As this lapidary and somewhat enigmatic statement suggests, Reck-Mallecczewen wanted to place responsibility for Hitler squarely on the shoulders of the German people — and especially the nation's bourgeoisie and ruling elites. Hitler mirrored something in the German soul, the German psyche, from which Nazism emerged. Hitler was a mirror, and Germans would be well-advised, Reck-Malleczewen proposes, to look into that mirror and catch a glimpse of their own faces. Hitler did not come to power independently of the nation itself. It was the nation that chose him, and that must now not seek to disavow responsibility for what it had wrought, Reck-Malleczewen insists: 
I believe that Germans generally are trying to appease their own bad consciences by shifting the blame to a single man. It was Germany itself which overnight tore itself loose from all its old ties, its ideals and its gods . . . (pp. 132-3).

But not only Germany: as Reck-Malleczewen points out, as Hitler rose to power, other nations with the ability to check this rise to power, which had full reason to know the danger that the mass psychosis gripping the German nation posed to the world, did nothing. In Reck-Malleczewen's view, it would be foolish for other countries to imagine that they, too, could not succumb to a process of "gigantic psychosis" driven by adroit demonization of targeted, demonized others:
But is there a nation today so lacking in perspective as to deny the possibility that such a mass psychosis could at some time in its history occur within its own boundaries? (p. 187).
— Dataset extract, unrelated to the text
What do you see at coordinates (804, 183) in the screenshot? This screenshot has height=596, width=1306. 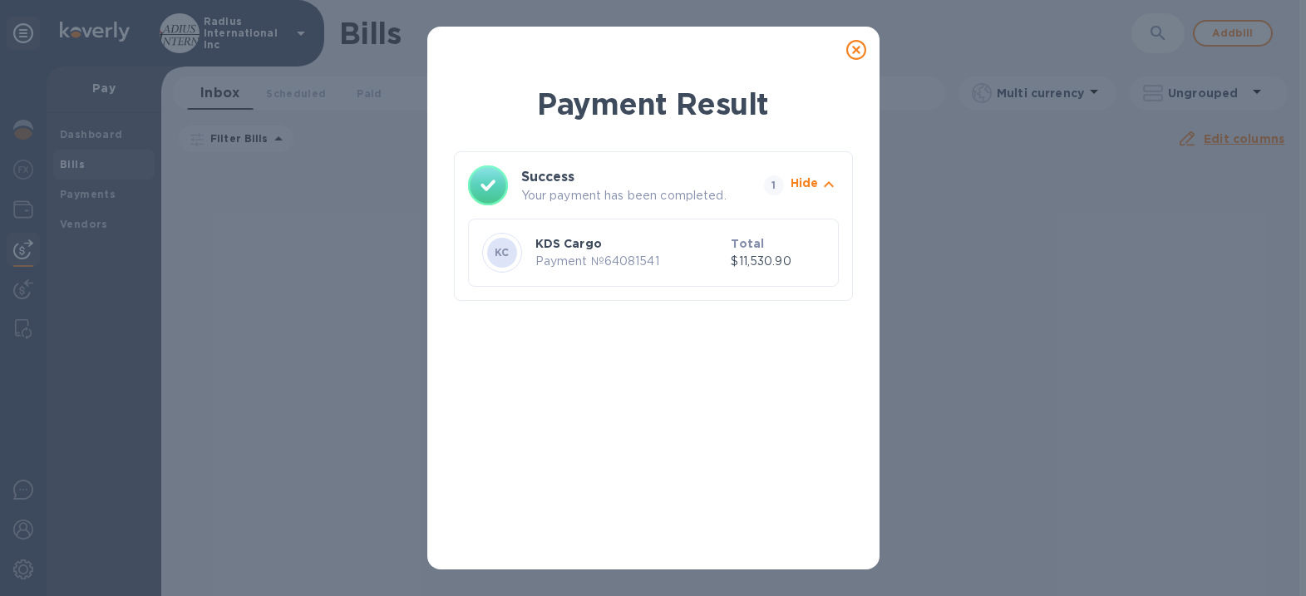 I see `p: Hide` at bounding box center [804, 183].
Questions: what could possibly make a nation's social, political, and economic elites along with its solid middle classes, choose a crude, hate-mongering narcissist to lead their nation? What kind of fear-manufacturing and scapegoating of imaginary enemies causes people to succumb to such self-destructive national psychosis? Is Reck-Malleczewen correct when he maintains that this kind of thing can happen in nations other than Germany of the first half of the 20th century?
And finally: are these questions we Americans should be asking ourselves right now?
The photo of the cover of Reck-Malleczewen's book is from its Amazon page. The painting featured on the book cover is Hugo Simberg's "Wounded Angel."